The small makeup room off the main floor of KUSI’s studios, in a suburban canyon on the north end of San Diego, has seen better days. The carpet is stained; the couch sags. John Coleman, KUSI’s weatherman, pulls off the brown sweatshirt he has been wearing over his shirt and tie all day and appraises himself in the mirror, smoothing back his white hair and opening a makeup kit. ‘I kid that I have to use a trowel, to fill the crevasses of age,’ he says, swiping powder under one eye and then the other. ‘People have tried to convince me to use more advanced makeup, but I don’t. I don’t try to fool anyone.’ Coleman is seventy-five years old, and looks it, which is refreshing in the Dorian Gray-like environs of television news. He refers to his position at KUSI, a modestly eccentric independent station in San Diego whose evening newscast usually runs fifth out of five in the local market, as his retirement job. When he steps in front of the green screen, it’s clear why he has chosen it over actual retirement; in front of the camera he moves, if not quite like a man half […]
Wednesday, January 20th, 2010
Hot Air
Author: CHARLES HOMANS
Source: Columbia Journalism Review
Publication Date: Jan/Feb 2010
Link: Hot Air
Source: Columbia Journalism Review
Publication Date: Jan/Feb 2010
Link: Hot Air
Stephan: I remember years ago reading a geopolitical paper, I can't remember who wrote it, but it must have been about 1980 or 81, in which the author argued that just as physical organisms reach a point where their systems break down and they die, so physical political and cultural entities do the same. Reading Jared Diamond's Collapse and Barbara Tuchman's March of Folly, I have come to believe this may be true. It isn't any one thing, just the aggregate of millions upon millions of little decisions. Perhaps we should see the creationists and the climate change deniers as examples of this process. Both are clearly disdainful of science, as being just another opinion thus undermining our ability as a nation to make rational decisions.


◆ REQUIRED ACTION ◆
The answer must consist of every line in the data below that holds the word "value".

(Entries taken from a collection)
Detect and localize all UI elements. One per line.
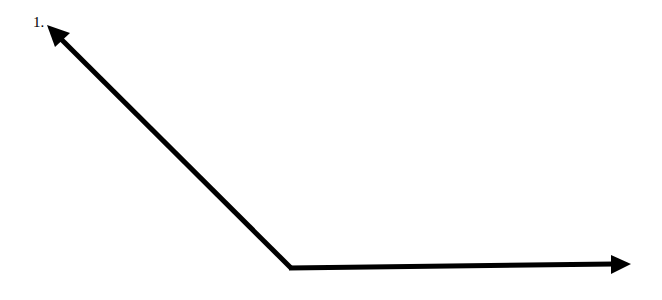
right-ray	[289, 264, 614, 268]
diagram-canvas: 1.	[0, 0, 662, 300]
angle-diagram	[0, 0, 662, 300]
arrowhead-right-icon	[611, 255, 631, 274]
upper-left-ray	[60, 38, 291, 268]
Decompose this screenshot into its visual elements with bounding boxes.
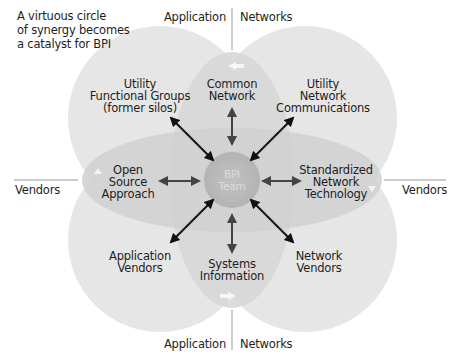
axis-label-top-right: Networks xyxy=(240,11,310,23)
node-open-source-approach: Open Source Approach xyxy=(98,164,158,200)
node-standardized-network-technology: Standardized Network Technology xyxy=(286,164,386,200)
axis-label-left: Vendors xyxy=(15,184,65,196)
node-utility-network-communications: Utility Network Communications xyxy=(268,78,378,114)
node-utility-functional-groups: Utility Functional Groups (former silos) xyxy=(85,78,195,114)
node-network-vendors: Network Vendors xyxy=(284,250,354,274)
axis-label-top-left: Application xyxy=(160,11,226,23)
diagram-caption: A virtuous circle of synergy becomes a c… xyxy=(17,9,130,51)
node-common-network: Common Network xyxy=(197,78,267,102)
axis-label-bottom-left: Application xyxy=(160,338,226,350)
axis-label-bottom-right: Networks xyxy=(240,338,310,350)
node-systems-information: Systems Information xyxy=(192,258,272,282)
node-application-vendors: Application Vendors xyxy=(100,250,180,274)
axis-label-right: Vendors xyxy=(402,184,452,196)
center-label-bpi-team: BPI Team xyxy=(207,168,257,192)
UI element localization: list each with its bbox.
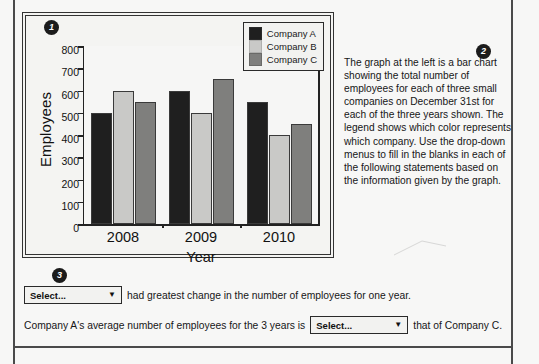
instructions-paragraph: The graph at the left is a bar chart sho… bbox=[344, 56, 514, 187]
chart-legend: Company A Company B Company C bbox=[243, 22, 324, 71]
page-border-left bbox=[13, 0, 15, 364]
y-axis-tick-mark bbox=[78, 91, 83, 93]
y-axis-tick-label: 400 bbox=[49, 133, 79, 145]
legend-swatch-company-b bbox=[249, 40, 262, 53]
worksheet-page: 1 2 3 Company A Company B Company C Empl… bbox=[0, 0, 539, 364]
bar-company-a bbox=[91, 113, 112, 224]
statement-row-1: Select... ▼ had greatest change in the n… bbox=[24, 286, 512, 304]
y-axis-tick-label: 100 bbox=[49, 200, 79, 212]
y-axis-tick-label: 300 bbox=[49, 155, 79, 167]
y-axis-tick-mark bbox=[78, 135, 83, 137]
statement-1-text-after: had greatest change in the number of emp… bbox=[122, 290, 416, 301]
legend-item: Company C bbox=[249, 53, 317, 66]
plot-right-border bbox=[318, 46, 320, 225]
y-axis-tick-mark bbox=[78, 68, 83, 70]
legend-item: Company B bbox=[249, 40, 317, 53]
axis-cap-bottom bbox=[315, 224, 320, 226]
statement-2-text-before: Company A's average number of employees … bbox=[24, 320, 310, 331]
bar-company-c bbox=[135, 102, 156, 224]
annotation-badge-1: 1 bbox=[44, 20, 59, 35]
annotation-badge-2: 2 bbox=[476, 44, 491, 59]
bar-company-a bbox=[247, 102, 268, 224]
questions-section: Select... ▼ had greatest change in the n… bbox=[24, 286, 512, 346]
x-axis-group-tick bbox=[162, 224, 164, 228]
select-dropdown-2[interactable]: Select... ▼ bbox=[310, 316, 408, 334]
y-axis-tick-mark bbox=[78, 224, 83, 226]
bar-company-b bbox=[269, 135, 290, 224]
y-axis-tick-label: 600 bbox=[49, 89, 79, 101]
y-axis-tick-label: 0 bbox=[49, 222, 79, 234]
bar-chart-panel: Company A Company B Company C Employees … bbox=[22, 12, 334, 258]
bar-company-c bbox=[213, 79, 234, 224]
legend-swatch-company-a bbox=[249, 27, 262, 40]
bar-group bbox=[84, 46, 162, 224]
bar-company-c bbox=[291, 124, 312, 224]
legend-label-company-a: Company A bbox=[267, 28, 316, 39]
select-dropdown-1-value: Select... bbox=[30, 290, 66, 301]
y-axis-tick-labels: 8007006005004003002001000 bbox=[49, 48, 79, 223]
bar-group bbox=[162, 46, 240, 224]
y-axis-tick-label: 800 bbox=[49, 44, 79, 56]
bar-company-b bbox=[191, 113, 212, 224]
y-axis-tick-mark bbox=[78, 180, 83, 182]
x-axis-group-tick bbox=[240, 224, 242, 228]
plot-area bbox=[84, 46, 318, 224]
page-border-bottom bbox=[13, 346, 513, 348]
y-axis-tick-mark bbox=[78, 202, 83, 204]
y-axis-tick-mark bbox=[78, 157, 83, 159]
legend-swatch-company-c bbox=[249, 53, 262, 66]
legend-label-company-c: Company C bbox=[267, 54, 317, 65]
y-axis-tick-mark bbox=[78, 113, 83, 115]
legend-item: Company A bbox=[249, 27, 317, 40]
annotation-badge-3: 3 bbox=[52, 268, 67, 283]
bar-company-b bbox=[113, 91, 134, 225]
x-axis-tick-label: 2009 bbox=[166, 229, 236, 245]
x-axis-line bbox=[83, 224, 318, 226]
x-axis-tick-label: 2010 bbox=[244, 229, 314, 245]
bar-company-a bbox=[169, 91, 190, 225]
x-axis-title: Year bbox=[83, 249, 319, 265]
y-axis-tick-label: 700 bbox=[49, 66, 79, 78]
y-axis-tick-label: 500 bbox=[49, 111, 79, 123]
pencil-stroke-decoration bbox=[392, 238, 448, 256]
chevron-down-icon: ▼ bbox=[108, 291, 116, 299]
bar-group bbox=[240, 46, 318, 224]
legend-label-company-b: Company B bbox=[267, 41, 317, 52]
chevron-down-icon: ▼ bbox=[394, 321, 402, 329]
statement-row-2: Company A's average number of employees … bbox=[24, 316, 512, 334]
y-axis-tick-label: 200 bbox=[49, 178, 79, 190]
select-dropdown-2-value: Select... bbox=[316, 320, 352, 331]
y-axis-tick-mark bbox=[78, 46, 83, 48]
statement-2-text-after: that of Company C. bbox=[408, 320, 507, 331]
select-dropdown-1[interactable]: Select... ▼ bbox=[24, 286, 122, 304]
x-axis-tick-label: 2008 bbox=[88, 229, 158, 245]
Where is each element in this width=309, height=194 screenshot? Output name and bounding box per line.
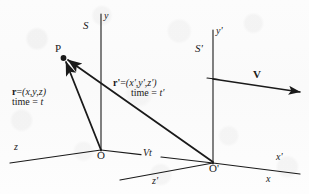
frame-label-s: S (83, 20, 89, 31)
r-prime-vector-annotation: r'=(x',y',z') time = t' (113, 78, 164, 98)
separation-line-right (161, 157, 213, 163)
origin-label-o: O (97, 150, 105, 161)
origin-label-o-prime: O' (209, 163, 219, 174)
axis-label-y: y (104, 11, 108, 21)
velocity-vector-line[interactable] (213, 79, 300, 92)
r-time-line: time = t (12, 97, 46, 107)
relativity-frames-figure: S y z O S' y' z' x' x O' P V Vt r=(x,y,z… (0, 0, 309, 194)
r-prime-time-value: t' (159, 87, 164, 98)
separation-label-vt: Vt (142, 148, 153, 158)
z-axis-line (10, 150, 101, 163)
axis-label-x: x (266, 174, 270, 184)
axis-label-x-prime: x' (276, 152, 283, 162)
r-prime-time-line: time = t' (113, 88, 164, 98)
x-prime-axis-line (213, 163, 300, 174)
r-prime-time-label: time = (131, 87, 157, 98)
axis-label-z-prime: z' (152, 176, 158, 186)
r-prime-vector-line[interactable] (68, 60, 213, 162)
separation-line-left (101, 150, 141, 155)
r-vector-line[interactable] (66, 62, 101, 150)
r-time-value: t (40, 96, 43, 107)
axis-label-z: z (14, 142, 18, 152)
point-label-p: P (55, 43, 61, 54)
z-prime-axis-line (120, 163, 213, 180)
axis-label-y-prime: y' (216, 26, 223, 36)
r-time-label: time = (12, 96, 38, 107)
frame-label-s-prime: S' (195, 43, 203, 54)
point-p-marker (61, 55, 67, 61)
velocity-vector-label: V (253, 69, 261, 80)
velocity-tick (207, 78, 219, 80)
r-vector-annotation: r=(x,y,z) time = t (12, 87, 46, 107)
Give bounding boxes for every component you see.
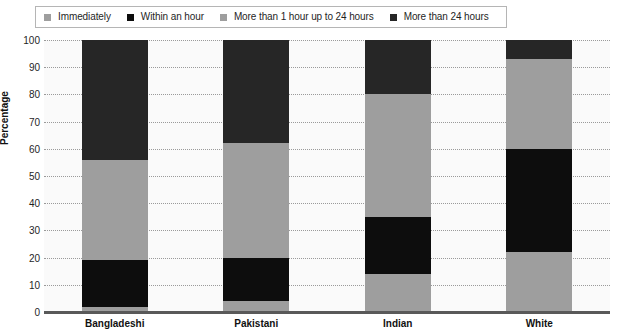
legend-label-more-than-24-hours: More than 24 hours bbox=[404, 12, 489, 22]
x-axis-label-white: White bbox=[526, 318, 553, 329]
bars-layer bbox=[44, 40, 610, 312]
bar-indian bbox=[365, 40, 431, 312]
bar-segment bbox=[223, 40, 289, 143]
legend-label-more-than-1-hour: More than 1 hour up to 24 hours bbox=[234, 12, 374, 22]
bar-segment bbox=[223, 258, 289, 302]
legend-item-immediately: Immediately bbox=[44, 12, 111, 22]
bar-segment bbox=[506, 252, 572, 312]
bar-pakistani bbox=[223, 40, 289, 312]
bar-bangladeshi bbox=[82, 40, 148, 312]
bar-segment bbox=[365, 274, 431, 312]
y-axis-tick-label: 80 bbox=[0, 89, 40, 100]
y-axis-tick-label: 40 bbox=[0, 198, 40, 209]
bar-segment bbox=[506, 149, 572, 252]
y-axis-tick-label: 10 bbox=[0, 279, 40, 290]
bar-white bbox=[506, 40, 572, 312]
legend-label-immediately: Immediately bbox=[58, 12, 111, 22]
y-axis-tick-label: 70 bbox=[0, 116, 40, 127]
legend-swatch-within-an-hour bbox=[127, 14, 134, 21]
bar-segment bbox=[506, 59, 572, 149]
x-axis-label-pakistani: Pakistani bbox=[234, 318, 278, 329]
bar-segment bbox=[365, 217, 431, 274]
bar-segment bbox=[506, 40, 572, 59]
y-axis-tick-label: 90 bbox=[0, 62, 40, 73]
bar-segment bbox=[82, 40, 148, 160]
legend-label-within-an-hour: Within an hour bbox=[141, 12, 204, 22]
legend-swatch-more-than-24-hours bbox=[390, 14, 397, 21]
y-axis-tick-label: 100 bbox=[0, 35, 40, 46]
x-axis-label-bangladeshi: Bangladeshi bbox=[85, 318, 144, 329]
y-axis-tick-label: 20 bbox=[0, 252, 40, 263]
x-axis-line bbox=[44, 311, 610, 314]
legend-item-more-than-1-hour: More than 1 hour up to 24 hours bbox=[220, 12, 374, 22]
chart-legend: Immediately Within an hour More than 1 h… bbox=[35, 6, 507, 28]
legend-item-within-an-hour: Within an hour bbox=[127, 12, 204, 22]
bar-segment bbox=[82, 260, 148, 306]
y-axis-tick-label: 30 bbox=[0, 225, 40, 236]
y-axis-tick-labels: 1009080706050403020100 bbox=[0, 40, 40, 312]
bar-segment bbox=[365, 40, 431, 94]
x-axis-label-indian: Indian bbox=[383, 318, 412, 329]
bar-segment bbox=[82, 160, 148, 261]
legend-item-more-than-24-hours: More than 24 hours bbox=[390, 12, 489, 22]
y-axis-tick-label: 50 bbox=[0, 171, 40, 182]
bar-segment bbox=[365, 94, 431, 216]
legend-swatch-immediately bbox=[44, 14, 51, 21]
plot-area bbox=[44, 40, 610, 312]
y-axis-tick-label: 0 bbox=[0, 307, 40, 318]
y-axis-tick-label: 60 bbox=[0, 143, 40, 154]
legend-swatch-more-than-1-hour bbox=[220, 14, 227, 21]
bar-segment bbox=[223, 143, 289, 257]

◆ EXERCISE SOLUTION ◆
select-dropdown-1-value: Select... bbox=[30, 290, 66, 301]
select-dropdown-2-value: Select... bbox=[316, 320, 352, 331]
r-prime-time-value: t' (159, 87, 164, 98)
r-time-value: t (40, 96, 43, 107)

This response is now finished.